Moody's Investors Services top rankings of U.S. CLO managers still includes many familiar names, but the usual suspects lost market share in the fourth quarter of 2014 to some medium-sized managers.
In Moody’s monthly CLO Interest report, released Thursday, the market share for the top 10 U.S. managers fell to 30%, down from 34% a year earlier. The major driver was the pickup in issuance by mid-size asset management firms, with those outside the top 10 in volume (and with five or more CLOs in their portfolios) now accounting for 53% of outstanding CLOs, compared with only 45% a year earlier.
“Medium-sized managers (those with five to nine deals under management) were more active in 2014 than 2013, accounting for 36% of new issuance” compared to 18% in 2013, the report states. The share of new issuance of rated CLOs (which was at record levels of $110 billion in 2014) declined among the top 10 managers to 18% of the market, compared to 25% in 2013, the report noted.
The influence of small- to mid-sized managers is expected to grow as merger and consolidation among CLO managers picks up steam. Moody’s says deals, such as Man Group Plc’s recently announced acquisition of U.S. asset manager Silvermine Asset Management, will continue to surface in 2015 as firms adapt to new U.S. risk retention rules that will require them to retain 5% of the notional value of their deals. The compliance deadline under the final rules approved by federal regulators last month is December 2016.
Last year net outstandings of CLOs increased by 22% to a record $339 billion as of Dec. 31, up from $278 billion at the same point in 2013.
Although the biggest managers lost market share, several large-scale managers increased their assets under management of year’s end. Credit Suisse Asset Management, top ranked in dollar volume, ran $13.1 billion in CLOs outstanding, an increase from the $10.4 billion in December 2013. CIFC Asset Management—which leads the pack in terms of number of deal, at 32—boosted its AUM to $12.4 billion to rank second by volume after finishing 2013 in third place with $11.4 billion.
Those two firms, along with Apollo Global Management with $11.4 billion of assets under management, each surpassed last year’s top U.S. volume AUM leader, Highland Capital, which fell to fourth with $11.3 billion under management compared to last year’s market-leading $12 billion mark.
In Europe, GSO/Blackstone overtook the manager league tables in both deal totals (15) and cumulative assets under management, at 4.5 billion, besting the previous year’s leader Alcentra, which finished second with 13 deals and 4.4 billion in assets.
Moody’s rated 30 European CLOs in 2014 from 18 different managers, with a total par value of 12.4 billion. Twenty of those deals were by top 10 managers accounting for 8.8 billion. GSO/Blackstone led managers with five deals in 2014.
The global CLO manager tables are headed by Carlyle, which has a deal count of 37 and assets of $15.8 billion.
Credit Suisse’s rise to the top of the U.S. tables was abetted by five new transactions in 2014, which also gave it the top spot in assets in CLO 2.0 deals, or those CLOs that have been packaged since the rebound of the CLO market in 2011 after the financial crisis in 2008-2009. Credit Suisse has $9.2 billion of assets in CLO 2.0s, and is tied with Carlyle for the total number (14) of CLO 2.0s under management.
A higher number of managers accessed the global new issuance market in 2014, with 98 participating in new deals (68% of them issued two or more).
In the U.S., the total number of CLO managers increased to 143 from 133 in 2013, and the number of medium-sized managers grew to 26, up from 10. According to Moody’s, the 29 managers that have entered the CLO 2.0 market since 2012 now manage 86 CLOs with a total of $39 billion (or 11% of the market.
Eleven first-time managers closed 21 deals in the U.S totaling $8.5 billion.
The share of CLO 2.0s outstanding grew to 486 totaling $235 billion, which is 58% more outstanding CLO 1.0s and representing about 70% of the U.S. CLO market by AUM, per Moody’s.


## [Task directions]
Every line of the records that holds the word "this" should be copied out.

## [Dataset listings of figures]
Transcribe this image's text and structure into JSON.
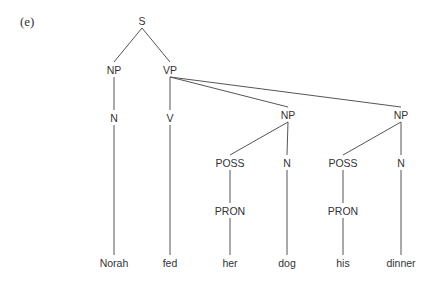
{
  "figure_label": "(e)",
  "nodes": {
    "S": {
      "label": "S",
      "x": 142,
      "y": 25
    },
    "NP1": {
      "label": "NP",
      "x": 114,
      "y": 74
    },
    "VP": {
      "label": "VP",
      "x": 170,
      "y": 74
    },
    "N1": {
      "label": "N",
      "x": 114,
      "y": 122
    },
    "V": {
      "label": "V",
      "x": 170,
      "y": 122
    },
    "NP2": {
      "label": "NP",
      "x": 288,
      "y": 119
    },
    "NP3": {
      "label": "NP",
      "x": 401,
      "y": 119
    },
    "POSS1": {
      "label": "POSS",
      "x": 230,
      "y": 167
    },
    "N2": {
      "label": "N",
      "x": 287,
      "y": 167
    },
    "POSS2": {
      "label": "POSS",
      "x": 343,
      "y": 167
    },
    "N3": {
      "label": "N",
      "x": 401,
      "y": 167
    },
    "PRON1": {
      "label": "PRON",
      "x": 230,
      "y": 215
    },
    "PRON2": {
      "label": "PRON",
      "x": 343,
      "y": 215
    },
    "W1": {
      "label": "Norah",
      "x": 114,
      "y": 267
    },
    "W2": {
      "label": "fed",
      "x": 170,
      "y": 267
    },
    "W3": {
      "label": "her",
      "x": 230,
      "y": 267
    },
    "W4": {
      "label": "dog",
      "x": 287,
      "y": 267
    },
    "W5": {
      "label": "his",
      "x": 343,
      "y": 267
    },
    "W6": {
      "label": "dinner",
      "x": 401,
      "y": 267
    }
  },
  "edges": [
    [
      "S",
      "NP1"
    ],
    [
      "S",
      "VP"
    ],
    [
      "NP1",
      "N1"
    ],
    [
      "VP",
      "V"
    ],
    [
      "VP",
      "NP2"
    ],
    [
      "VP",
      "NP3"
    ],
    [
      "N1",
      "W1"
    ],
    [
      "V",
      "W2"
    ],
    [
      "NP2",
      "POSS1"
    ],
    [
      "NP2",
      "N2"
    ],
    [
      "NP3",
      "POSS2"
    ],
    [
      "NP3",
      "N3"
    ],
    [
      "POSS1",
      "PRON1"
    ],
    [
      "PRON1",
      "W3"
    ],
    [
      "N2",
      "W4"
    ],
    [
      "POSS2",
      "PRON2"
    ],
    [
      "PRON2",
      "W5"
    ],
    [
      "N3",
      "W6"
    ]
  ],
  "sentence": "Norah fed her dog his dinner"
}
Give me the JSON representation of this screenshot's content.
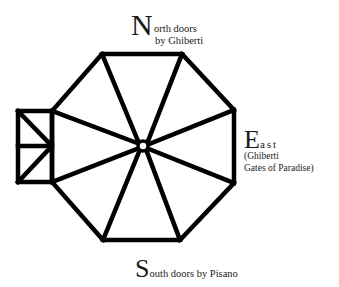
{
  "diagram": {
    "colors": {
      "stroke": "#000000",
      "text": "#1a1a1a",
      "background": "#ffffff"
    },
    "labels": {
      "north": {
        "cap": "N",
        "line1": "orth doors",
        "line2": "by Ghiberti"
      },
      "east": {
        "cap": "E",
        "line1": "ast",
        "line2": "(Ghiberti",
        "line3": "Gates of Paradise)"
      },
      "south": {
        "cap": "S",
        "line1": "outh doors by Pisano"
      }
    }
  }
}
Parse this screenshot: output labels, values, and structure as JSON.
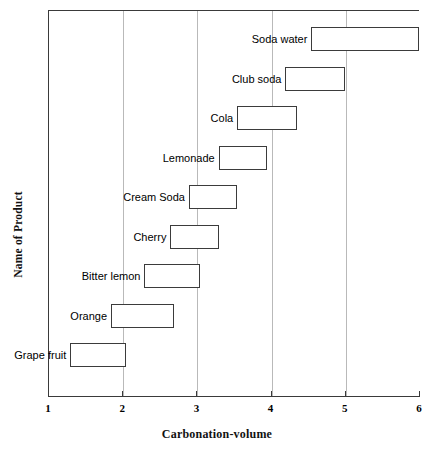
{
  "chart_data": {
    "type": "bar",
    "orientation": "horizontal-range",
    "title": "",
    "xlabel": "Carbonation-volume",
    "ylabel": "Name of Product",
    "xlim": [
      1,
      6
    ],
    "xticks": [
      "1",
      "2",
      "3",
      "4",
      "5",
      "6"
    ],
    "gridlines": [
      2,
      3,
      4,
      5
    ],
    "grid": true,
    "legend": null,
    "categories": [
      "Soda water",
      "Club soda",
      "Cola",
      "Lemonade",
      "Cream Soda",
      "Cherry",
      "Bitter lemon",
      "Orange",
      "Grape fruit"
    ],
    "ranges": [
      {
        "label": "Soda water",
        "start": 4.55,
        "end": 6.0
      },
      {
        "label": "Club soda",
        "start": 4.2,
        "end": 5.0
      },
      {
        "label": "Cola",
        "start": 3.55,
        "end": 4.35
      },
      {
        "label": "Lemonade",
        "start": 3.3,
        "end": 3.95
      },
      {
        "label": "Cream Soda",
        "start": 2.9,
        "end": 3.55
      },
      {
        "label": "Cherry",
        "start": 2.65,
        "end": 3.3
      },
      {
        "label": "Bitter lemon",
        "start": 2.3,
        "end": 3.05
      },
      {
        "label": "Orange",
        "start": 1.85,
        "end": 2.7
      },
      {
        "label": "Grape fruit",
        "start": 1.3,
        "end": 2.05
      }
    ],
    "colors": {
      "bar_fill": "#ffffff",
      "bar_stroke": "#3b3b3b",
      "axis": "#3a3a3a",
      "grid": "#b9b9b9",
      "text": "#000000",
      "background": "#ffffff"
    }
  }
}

## [Answer space]
Transcribe this image's text and structure into JSON.
Give me the JSON representation of this screenshot's content.
Parse this screenshot: output labels, values, and structure as JSON.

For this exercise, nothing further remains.